A lot of negatives had already been priced into these exchange rates because of the plunge in commodity prices in 2015, said Nizam Idris, head of strategy for fixed income and currencies at Macquarie Bank Ltd in Singapore.
Commodity prices
“If the dollar strengthens again and that is our base case going forward, then Southeast Asian currencies can also weaken but with a lower beta than North Asian currencies,” he said.
The recent stabilisation in commodity prices has helped the ringgit and rupiah, but not enough to go long on them against the greenback, Nizam said, adding that he was most bullish on the rupiah.
The ringgit rose 5.3% over three months, while the baht and the rupiah climbed 1.8% and 1%, respectively. All other Asian emerging-market currencies have dropped, led by a 4% decline in the won.
The resilience of Southeast Asian exchange rates is buoying demand for the nations’ local-currency sovereign debt, and Fed Chair Janet Yellen’s remarks to Congress that US interest rate increases may be delayed drove them higher yesterday.
Indonesian notes have returned 5.7% over the last three months, the most in Asia, followed by a 4.3% gain in Thai securities, Bloomberg indexes show.
Thailand’s gross domestic product probably increased 2.7% last year as the government boosted infrastructure spending, compared with a revised 0.9% in 2014, according to the median estimate of economists in a Bloomberg survey before data due February 15.
The baht was less vulnerable than the rupiah or ringgit as foreign funds held a smaller proportion of Thai sovereign notes, Nizam said.
China ties
Indonesia’s economy beat analysts’ estimates to expand 5.04% in the fourth quarter and inflation has stayed below 5% over the last three months after exceeding 7% in the middle of 2015.
President Joko Widodo said he was confident growth would reach 7% by 2019 in an interview with Bloomberg Television yesterday. Malaysian exports have risen for seven consecutive months through December.
Indonesia, along with Malaysia and Thailand, is counting on a combination of domestic demand and public spending to shore up their economies. Private consumption makes up 56% of Indonesia’s GDP and 51% of Malaysia’s, according to figures from Bank of America Merrill Lynch.

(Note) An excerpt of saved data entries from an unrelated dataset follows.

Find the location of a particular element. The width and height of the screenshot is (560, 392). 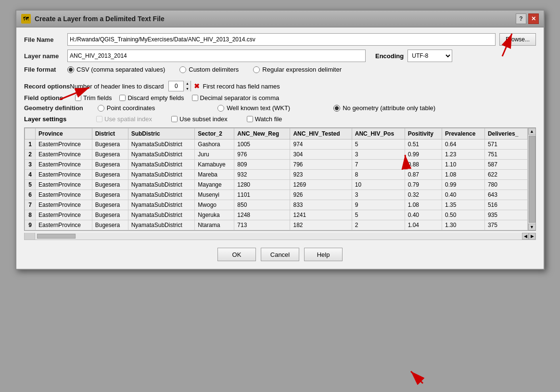

table-row: 8EasternProvinceBugeseraNyamataSubDistri… is located at coordinates (276, 215).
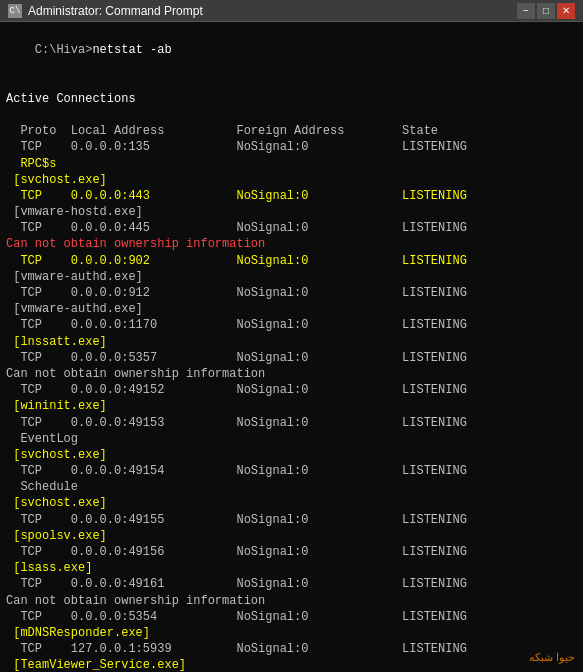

North Asia is more reliant on exports and closely tied to China. Around 40% of Taiwan’s overseas sales and 31% of South Korea’s go to the mainland, data compiled by Bloomberg show.
That compares with 18% for Malaysia, 15% for Thailand and 12% for Indonesia.
“In the near term, with external drivers weak across the globe, economies with domestic demand strength will likely continue to outperform,” said Irene Cheung, a foreign-exchange strategist in Singapore at Australia & New Zealand Banking Group Ltd, the most-accurate forecaster in Bloomberg rankings for Asian currencies.
“North Asian currencies are more exposed to the global trade recession.” – Bloomberg, February 12, 2016.